DO YOU REMEMBER THE FIFTH OF NOVEMBER?
Two weeks later, some thoughts on the November Massacre and what follows:
1. Charlie Cook is right. The Democrats took a bad hit, but this wasn’t a Republican sweep. The undecideds broke the wrong way the last weekend, and the Republicans did a somewhat better job of turning out their base than is typical of an in-party in an off-year. Not the end of the world. Not a signal that basic strategies need to be changed.
2. The New Democrat line is that we need to be more moderate, and kowtow less to, e.g., the teachers’ unions. The Old Democrat line is that we need to be more true to our basic commitments, and kowtow less to various corporate special interests. I think they’re both right about the kowtowing, and both wrong that the correct policies are systematically in some direction labelled “center” or “left.” We ought to be for free trade, which counts as “center,” and for tough environmental laws, which counts as “left” (but for doing them in as much market-simulating fashion as practical, which counts as “center” again). The question is how to get our campaigns paid for without kowtowing, given that we spent all those years in power and never developed the gumption to insist on public financing of campaigns.
2. We got badly outspent. We usually get badly outspent. It was worse this year because Bush was willing and able to devote just about full-time to fundraising all fall. It will be worse from now on because the Republicans control everything at the national level, and will use those advantages to squeeze money from donors and intimidate potential donors to our side. Yes, that’s a felony. No, there’s nothing to be done about it. Since we’re now splitting the over-$100,000-income vote, it ought to be possible to get some substantial money from individuals, which would have the additional advantage of not leaving us in thrall to union and corporate interests. We want half a million people getting $50 a month charged to their credit cards. That would require a DNC chair other than McAuliffe. The best time to do this would have been right after Bush v. Gore, but I don’t think it’s impossible.
3. Bush’s decision to have the debate on war with Iraq in the fall was brilliant. It left the Democrats no good move.
4. How we got screwed on homeland security is harder to figure. Democrats asked for it, Bush resisted it, then Bush went for it as a way to avoid the issue of how the early warnings of 9-11 got missed, then Bush insisted on making the new department a patronage dump and had the Republicans in the Senate filibuster the bill because it didn’t contain that. But the voters were left with the impression that the Democrats were holding it up in defense of union interests.
5. The Fox News-right blogosphere-talk radio capacity to put out Republican spin is simply not matched on the Democratic side. I didn’t even know that John Poindexter — a convicted felon who beat the rap on a technicality — was being put in charge of an office to carry out domestic spying, until the election was over. And then I had to learn it from William Safire. Hard to see what to do about that.
6. Democrats are lousy at “I told you so.” Remember when all the Democrats wanted a civil-service airport screener workforce and the Republicans wanted to keep it in their beloved private sector? Well, we did it the Democratic way and everyone agrees the new folks are much more efficient and much more polite. But was that an issue in the campaign? If so, I must have missed it.
7. Fiscal responsibility ought to be a good issue. “Honest people pay their debts, and honorable countries do the same” is the key line. (Yes, I know that “paying off the debt” is really shorthand for getting ready to pay for the boomers’ retirement; but until we learn to make moral-sounding appeals with a straight face, we’re going to continue to get stomped.) That means we need a candidate who didn’t vote for the Bush tax cut, and that proposing to replace it with cuts for non-rich people is precisely the wrong thing to do. We should propose to replace it with a balanced budget and reduction of the national debt. We should argue that doing so will pay economic dividends in the form of lower long-term interest rates, but should keep repeating that debts have to be paid.
8. It looks as if the swing voters think that national security against the Islamist threat is an important issue. I’m only half-convinced that they’re right. But if that’s what they want to hear about, we should be prepared to talk about it, rather than being so obvious about wanting to get back to discussing Social Security. I’ve been saying for some time — as a policy opinion, not a political ploy — that our enemy is Saudi Arabia, not Iraq. Let’s have a bunch of votes in the new Senate on riders to various bills insisting that the Saudis start helping out against the terrorists or lose X, Y, and Z, with a provision that allows Bush to let them off the hook.
9. I will certainly put a “Re-Elect Gore” bumper sticker on my car, if he’s the nominee, but I doubt he’s a winner. How about Westley Clark? No, I don’t know what he’s for, either, but if he’s prepared to call himself a Democrat that will commit him to doing enough of the right things to make his election worthwhile.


§ Brief: Print the listing exactly.

(Material provided Opens)

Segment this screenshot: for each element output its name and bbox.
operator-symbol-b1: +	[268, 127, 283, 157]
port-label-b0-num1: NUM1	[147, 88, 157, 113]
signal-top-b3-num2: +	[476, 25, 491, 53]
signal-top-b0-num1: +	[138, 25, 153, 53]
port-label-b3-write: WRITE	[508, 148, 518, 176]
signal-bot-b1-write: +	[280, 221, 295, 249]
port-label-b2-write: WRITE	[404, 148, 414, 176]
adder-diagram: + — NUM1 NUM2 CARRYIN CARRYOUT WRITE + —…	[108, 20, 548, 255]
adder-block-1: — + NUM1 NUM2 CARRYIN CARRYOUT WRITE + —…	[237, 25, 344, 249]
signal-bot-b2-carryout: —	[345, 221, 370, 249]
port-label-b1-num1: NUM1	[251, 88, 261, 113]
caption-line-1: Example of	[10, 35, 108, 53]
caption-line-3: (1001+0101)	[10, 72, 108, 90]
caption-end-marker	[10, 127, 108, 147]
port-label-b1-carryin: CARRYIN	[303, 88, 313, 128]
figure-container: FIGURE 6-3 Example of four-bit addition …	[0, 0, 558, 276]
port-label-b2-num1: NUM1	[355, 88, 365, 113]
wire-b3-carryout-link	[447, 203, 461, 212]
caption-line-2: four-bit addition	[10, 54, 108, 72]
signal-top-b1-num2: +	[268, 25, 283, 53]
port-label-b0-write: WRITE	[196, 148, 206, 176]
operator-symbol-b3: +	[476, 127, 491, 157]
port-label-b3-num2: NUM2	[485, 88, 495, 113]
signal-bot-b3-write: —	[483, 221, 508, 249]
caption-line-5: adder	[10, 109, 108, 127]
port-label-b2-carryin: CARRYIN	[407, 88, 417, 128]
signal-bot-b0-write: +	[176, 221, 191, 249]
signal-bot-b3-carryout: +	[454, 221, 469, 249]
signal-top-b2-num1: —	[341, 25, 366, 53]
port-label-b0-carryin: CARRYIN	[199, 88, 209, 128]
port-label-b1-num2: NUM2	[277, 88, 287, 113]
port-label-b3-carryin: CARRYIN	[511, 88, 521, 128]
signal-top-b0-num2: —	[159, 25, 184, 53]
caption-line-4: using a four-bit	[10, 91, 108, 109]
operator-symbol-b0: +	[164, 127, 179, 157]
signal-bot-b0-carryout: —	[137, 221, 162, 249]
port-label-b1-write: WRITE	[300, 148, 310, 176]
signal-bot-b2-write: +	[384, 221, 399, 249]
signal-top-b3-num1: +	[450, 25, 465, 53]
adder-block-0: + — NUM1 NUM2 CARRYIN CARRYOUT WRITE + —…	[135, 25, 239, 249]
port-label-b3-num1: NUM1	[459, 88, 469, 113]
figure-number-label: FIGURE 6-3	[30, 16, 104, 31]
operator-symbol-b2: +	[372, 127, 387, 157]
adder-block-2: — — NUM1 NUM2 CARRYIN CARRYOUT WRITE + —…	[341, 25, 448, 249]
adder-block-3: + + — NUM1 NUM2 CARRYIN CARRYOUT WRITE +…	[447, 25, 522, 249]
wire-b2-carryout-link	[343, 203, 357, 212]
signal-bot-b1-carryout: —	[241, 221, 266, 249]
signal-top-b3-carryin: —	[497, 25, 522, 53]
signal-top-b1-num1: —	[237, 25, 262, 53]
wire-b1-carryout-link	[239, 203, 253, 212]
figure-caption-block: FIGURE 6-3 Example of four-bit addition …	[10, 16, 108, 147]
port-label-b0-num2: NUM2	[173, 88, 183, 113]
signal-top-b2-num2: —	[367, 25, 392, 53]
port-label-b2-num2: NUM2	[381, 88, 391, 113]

(Material provided Closes)

§ Task output:
Segment this screenshot: for each element output its name and bbox.
operator-symbol-b1: +	[268, 127, 283, 157]
port-label-b0-num1: NUM1	[147, 88, 157, 113]
signal-top-b3-num2: +	[476, 25, 491, 53]
signal-top-b0-num1: +	[138, 25, 153, 53]
port-label-b3-write: WRITE	[508, 148, 518, 176]
signal-bot-b1-write: +	[280, 221, 295, 249]
port-label-b2-write: WRITE	[404, 148, 414, 176]
adder-diagram: + — NUM1 NUM2 CARRYIN CARRYOUT WRITE + —…	[108, 20, 548, 255]
adder-block-1: — + NUM1 NUM2 CARRYIN CARRYOUT WRITE + —…	[237, 25, 344, 249]
signal-bot-b2-carryout: —	[345, 221, 370, 249]
port-label-b1-num1: NUM1	[251, 88, 261, 113]
caption-line-1: Example of	[10, 35, 108, 53]
caption-line-3: (1001+0101)	[10, 72, 108, 90]
caption-end-marker	[10, 127, 108, 147]
port-label-b1-carryin: CARRYIN	[303, 88, 313, 128]
figure-container: FIGURE 6-3 Example of four-bit addition …	[0, 0, 558, 276]
port-label-b2-num1: NUM1	[355, 88, 365, 113]
wire-b3-carryout-link	[447, 203, 461, 212]
caption-line-2: four-bit addition	[10, 54, 108, 72]
signal-top-b1-num2: +	[268, 25, 283, 53]
port-label-b0-write: WRITE	[196, 148, 206, 176]
operator-symbol-b3: +	[476, 127, 491, 157]
port-label-b3-num2: NUM2	[485, 88, 495, 113]
signal-bot-b3-write: —	[483, 221, 508, 249]
caption-line-5: adder	[10, 109, 108, 127]
port-label-b2-carryin: CARRYIN	[407, 88, 417, 128]
signal-bot-b0-write: +	[176, 221, 191, 249]
signal-bot-b3-carryout: +	[454, 221, 469, 249]
signal-top-b2-num1: —	[341, 25, 366, 53]
port-label-b0-carryin: CARRYIN	[199, 88, 209, 128]
port-label-b1-num2: NUM2	[277, 88, 287, 113]
port-label-b3-carryin: CARRYIN	[511, 88, 521, 128]
signal-top-b0-num2: —	[159, 25, 184, 53]
caption-line-4: using a four-bit	[10, 91, 108, 109]
operator-symbol-b0: +	[164, 127, 179, 157]
signal-bot-b0-carryout: —	[137, 221, 162, 249]
port-label-b1-write: WRITE	[300, 148, 310, 176]
signal-bot-b2-write: +	[384, 221, 399, 249]
signal-top-b3-num1: +	[450, 25, 465, 53]
adder-block-0: + — NUM1 NUM2 CARRYIN CARRYOUT WRITE + —…	[135, 25, 239, 249]
port-label-b3-num1: NUM1	[459, 88, 469, 113]
figure-number-label: FIGURE 6-3	[30, 16, 104, 31]
operator-symbol-b2: +	[372, 127, 387, 157]
adder-block-2: — — NUM1 NUM2 CARRYIN CARRYOUT WRITE + —…	[341, 25, 448, 249]
adder-block-3: + + — NUM1 NUM2 CARRYIN CARRYOUT WRITE +…	[447, 25, 522, 249]
wire-b2-carryout-link	[343, 203, 357, 212]
signal-bot-b1-carryout: —	[241, 221, 266, 249]
signal-top-b3-carryin: —	[497, 25, 522, 53]
signal-top-b1-num1: —	[237, 25, 262, 53]
wire-b1-carryout-link	[239, 203, 253, 212]
figure-caption-block: FIGURE 6-3 Example of four-bit addition …	[10, 16, 108, 147]
port-label-b0-num2: NUM2	[173, 88, 183, 113]
signal-top-b2-num2: —	[367, 25, 392, 53]
port-label-b2-num2: NUM2	[381, 88, 391, 113]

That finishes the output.